Sunday, June 19, 2005

Touch of Class

My apologies if this has already been posted and/or discussed by my fellow financial bloggers:

NY Times: Class Matters

It's a special section discussing class in the United States, and how class and class mobility have evolved over the last few decades. The Times spent eleven days on this thing, so set aside some time (and a pot of coffee) if you plan to take it all in.

For those who'd like a condensed version of the story, you can find it in Bob Herbert's Op-Ed piece, "The Mobility Myth:"

Put the myth of the American Dream aside. The bottom line is that it's becoming increasingly difficult for working Americans to move up in class. The rich are freezing nearly everybody else in place, and sprinting off with the nation's bounty.

Economic mobility in the United States — the extent to which individuals and families move from one social class to another — is no higher than in Britain or France, and lower than in some Scandinavian countries. Maybe we should be studying the Scandinavian dream.


Umm ... whatever. Even if you decide to skip the mountainous batch of reading, you'll probably want to play with their nifty interactive "Where Do You Rank?" page:

How Class Works

I'd sure like to see that presentation account for time/age, but 'twas not to be. (Difficult to compare the net worth of a 50something with that of a 30something, in my mind. Although, by the NY Times' definition, age does not directly affect class, apparently.) So where did I rank, you ask? Well, right about here:

Occupation: 49th Percentile
Education: 79th Percentile
Income: 78th Percentile
Wealth: 55th Percentile
AVERAGE: 64th Percentile

Seems about right. I'm very well paid, considering the day-job I perform, and my recently-dispatched debt hindered my wealth level significantly.

— Posted by Michael @ 11:08 PM








1 Comments:
 

I still believe in the American dream -- and I've lived it. What's holding most people back is not the rich, but their own inability to control their spending and manage their money appropriately.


*ACTION ITEM*.
Taking the lines below one at a time, count those with the string "base" and give the result alone.

Figure dataset records
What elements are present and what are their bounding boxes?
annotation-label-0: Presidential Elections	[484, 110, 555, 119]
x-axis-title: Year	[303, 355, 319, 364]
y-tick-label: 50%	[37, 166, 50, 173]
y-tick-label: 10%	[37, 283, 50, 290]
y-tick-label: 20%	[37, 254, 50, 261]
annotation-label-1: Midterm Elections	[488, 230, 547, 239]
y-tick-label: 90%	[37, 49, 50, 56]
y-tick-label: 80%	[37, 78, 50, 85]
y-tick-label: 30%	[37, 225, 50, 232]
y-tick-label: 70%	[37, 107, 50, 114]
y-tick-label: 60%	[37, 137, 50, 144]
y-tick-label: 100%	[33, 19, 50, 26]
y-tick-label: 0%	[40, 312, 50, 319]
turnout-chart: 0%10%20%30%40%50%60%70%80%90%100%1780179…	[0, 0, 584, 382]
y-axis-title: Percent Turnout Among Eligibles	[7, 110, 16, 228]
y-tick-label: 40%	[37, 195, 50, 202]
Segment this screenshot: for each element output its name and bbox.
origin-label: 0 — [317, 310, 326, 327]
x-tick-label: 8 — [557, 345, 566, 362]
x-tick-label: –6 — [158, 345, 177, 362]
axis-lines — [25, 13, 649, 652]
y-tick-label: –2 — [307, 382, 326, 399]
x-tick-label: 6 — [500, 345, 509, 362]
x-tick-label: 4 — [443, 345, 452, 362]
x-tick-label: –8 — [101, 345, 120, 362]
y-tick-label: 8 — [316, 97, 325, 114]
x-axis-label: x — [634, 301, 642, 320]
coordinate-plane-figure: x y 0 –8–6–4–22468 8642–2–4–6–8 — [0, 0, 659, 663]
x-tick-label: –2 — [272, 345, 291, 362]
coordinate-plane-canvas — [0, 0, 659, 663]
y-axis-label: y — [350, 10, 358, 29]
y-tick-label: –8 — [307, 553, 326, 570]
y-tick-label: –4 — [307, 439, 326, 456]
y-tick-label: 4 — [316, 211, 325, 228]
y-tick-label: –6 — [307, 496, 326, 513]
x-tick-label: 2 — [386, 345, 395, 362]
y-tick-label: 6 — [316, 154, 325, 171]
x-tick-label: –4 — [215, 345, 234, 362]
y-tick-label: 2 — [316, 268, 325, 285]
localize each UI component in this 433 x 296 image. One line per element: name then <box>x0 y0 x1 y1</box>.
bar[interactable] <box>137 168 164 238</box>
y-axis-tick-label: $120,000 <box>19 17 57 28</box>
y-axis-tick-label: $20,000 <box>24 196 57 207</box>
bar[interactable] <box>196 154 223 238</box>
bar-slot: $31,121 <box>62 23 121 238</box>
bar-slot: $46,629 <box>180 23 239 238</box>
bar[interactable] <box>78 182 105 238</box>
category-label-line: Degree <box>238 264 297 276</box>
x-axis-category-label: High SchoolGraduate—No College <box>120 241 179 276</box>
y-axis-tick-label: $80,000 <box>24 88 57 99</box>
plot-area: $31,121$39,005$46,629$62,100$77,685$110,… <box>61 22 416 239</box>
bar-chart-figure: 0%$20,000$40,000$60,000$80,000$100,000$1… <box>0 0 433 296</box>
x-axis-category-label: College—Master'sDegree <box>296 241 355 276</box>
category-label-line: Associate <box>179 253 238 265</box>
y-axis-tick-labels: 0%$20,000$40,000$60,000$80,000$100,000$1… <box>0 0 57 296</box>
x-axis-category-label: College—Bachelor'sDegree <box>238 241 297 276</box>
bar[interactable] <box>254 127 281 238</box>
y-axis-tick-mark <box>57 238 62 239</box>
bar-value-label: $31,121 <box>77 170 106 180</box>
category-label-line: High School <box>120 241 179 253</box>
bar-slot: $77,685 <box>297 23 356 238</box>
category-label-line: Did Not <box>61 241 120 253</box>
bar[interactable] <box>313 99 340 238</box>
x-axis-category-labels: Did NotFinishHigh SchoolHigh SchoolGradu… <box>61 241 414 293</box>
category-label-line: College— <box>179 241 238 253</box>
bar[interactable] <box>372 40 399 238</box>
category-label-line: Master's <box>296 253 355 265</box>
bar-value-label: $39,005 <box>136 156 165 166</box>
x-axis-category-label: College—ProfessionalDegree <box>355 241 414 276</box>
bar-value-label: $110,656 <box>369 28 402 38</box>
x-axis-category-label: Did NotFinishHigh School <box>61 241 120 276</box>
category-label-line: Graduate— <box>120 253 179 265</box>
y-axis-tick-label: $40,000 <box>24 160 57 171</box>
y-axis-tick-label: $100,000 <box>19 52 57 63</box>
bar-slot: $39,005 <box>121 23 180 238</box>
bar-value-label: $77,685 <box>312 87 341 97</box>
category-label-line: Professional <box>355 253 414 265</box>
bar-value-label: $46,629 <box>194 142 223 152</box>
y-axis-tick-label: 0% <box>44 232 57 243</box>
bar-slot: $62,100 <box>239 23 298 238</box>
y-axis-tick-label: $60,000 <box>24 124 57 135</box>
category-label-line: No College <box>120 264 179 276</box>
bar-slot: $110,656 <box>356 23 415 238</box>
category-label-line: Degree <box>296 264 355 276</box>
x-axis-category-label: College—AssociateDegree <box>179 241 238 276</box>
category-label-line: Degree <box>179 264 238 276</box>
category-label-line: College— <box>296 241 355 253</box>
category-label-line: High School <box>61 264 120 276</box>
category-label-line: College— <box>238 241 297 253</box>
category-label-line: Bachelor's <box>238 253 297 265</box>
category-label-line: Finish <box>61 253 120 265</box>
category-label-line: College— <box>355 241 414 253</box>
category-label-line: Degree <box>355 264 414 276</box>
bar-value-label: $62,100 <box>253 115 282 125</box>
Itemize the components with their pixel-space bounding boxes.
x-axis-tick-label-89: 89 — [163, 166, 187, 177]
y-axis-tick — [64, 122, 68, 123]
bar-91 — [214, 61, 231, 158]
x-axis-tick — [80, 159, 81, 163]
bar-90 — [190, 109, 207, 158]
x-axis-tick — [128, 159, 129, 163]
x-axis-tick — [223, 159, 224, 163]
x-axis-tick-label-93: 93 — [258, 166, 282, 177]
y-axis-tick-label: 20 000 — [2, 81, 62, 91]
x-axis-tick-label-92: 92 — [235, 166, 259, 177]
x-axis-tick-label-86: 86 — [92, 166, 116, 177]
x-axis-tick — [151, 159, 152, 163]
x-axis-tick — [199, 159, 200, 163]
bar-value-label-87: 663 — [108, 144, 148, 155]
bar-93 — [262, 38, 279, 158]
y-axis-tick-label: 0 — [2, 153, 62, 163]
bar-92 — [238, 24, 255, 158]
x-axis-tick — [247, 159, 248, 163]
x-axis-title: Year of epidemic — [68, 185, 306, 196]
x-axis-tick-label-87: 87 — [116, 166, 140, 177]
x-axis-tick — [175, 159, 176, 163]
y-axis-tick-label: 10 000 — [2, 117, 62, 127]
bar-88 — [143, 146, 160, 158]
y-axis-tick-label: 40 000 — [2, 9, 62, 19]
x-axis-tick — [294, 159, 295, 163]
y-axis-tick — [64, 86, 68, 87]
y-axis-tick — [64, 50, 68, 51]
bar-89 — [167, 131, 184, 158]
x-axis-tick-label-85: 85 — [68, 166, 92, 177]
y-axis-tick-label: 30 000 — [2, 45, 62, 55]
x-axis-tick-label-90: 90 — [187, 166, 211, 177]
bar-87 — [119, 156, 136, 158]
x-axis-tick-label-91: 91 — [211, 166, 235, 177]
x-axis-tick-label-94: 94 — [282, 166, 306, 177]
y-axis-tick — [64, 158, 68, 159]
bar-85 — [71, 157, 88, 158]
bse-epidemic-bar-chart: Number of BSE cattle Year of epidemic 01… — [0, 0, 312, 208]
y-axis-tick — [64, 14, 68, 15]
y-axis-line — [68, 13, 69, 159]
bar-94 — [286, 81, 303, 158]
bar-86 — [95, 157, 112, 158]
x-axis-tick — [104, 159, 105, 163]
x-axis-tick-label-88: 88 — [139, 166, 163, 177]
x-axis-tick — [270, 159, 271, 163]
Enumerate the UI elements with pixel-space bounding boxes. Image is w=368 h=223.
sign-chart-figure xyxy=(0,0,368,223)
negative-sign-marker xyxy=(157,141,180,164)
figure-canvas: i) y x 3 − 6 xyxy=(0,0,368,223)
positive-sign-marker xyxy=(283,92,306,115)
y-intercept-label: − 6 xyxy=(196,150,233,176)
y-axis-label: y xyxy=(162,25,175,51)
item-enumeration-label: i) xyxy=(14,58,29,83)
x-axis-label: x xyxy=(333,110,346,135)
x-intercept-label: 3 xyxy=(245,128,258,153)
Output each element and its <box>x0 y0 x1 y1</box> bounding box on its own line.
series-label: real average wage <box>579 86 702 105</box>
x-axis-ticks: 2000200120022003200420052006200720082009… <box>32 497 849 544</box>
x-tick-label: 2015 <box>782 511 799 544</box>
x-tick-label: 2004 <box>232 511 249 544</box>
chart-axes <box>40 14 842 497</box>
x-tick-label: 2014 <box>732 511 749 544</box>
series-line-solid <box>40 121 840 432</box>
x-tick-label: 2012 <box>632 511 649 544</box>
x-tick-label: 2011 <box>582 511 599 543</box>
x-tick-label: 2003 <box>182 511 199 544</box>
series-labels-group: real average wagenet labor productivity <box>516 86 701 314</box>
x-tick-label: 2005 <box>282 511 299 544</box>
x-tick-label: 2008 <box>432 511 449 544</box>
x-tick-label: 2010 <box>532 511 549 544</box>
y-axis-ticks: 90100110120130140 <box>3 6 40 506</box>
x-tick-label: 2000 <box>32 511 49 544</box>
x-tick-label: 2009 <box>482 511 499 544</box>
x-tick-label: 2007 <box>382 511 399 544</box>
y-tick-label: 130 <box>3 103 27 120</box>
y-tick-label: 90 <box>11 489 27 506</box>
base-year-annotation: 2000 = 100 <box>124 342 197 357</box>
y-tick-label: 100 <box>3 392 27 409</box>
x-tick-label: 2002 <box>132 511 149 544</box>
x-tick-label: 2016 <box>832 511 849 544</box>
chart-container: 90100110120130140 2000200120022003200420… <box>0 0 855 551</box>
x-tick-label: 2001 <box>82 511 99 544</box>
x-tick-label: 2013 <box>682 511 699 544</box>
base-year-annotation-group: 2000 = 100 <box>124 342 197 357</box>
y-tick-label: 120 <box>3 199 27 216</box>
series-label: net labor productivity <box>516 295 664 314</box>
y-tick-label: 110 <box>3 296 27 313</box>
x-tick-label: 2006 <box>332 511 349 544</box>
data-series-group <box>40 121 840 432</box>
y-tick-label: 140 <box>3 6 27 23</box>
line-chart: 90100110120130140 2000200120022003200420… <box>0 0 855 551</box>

*RESPONSE BOX*.
2